If you can reason with your children without resorting to physical action or yelling, that is always the optimal route.
Clearly there are parents who do lasting psychological and sometimes physical damage to their children carrying out corporal punishment. However, people are still people, responsibility of parenthood or not. They get tired, lose focus and patience, make mistakes. Also, as someone who was a brat as a child, I don't blame my parents for the handful of times where they struck me to remind me I wasn't the center of the universe. I used to get into regular fights with my brothers and even once punched my father in the face at a restaurant.
Not all children are innocent, as I can attest. I used to do everything I could to undermine them. And the punishments sensibly escalated. I would get a speech about how what I was doing was wrong and unacceptable. Then I would get restrictions on entertainment and what I could do with my free time. But there were times where I consciously disregarded those previous punishments and threw tantrums in public places, get into fist fights with my brothers, broke private property, and in one case even stole stuff from a store. And at those key points, my parents understandably reached the end of their ropes. They worked hard and did everything for my brothers and I, so when we did extraordinarily dickish things (particularly humiliating them in public), they resorted to taking us home or to a private place and spanking/slapping us until the tension broke and we stopped thinking we could just get away with things.
I always sigh when a thread likes this pops up. People throw out really broad generalizations about what is and isn't acceptable, when everyone's living situation and family dynamic are completely different. I am very happy to see a lot of users reporting that corporal punishment is something they never dealt with or at least have success avoiding with their own kids. Yet some of those posts on the other side of the fence really resonate with my own upbringing.
As an aside, I have never had a better relationship with my parents. We still get pissy and caustic about stuff like money, but we all support one another phyiscally, emotionally, and even financially.

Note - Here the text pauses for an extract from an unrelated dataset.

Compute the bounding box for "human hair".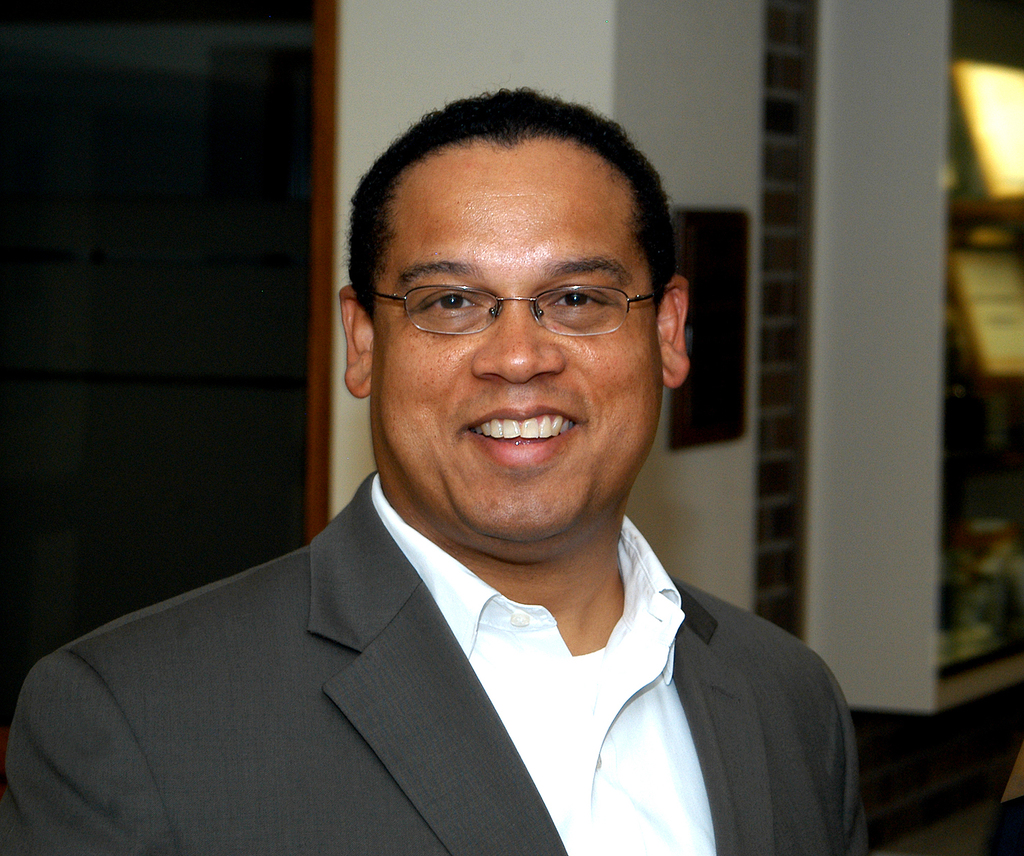
crop(335, 79, 681, 309).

Clearly there are parents who do lasting psychological and sometimes physical damage to their children carrying out corporal punishment. However, people are still people, responsibility of parenthood or not. They get tired, lose focus and patience, make mistakes. Also, as someone who was a brat as a child, I don't blame my parents for the handful of times where they struck me to remind me I wasn't the center of the universe. I used to get into regular fights with my brothers and even once punched my father in the face at a restaurant.
Not all children are innocent, as I can attest. I used to do everything I could to undermine them. And the punishments sensibly escalated. I would get a speech about how what I was doing was wrong and unacceptable. Then I would get restrictions on entertainment and what I could do with my free time. But there were times where I consciously disregarded those previous punishments and threw tantrums in public places, get into fist fights with my brothers, broke private property, and in one case even stole stuff from a store. And at those key points, my parents understandably reached the end of their ropes. They worked hard and did everything for my brothers and I, so when we did extraordinarily dickish things (particularly humiliating them in public), they resorted to taking us home or to a private place and spanking/slapping us until the tension broke and we stopped thinking we could just get away with things.
I always sigh when a thread likes this pops up. People throw out really broad generalizations about what is and isn't acceptable, when everyone's living situation and family dynamic are completely different. I am very happy to see a lot of users reporting that corporal punishment is something they never dealt with or at least have success avoiding with their own kids. Yet some of those posts on the other side of the fence really resonate with my own upbringing.
As an aside, I have never had a better relationship with my parents. We still get pissy and caustic about stuff like money, but we all support one another phyiscally, emotionally, and even financially.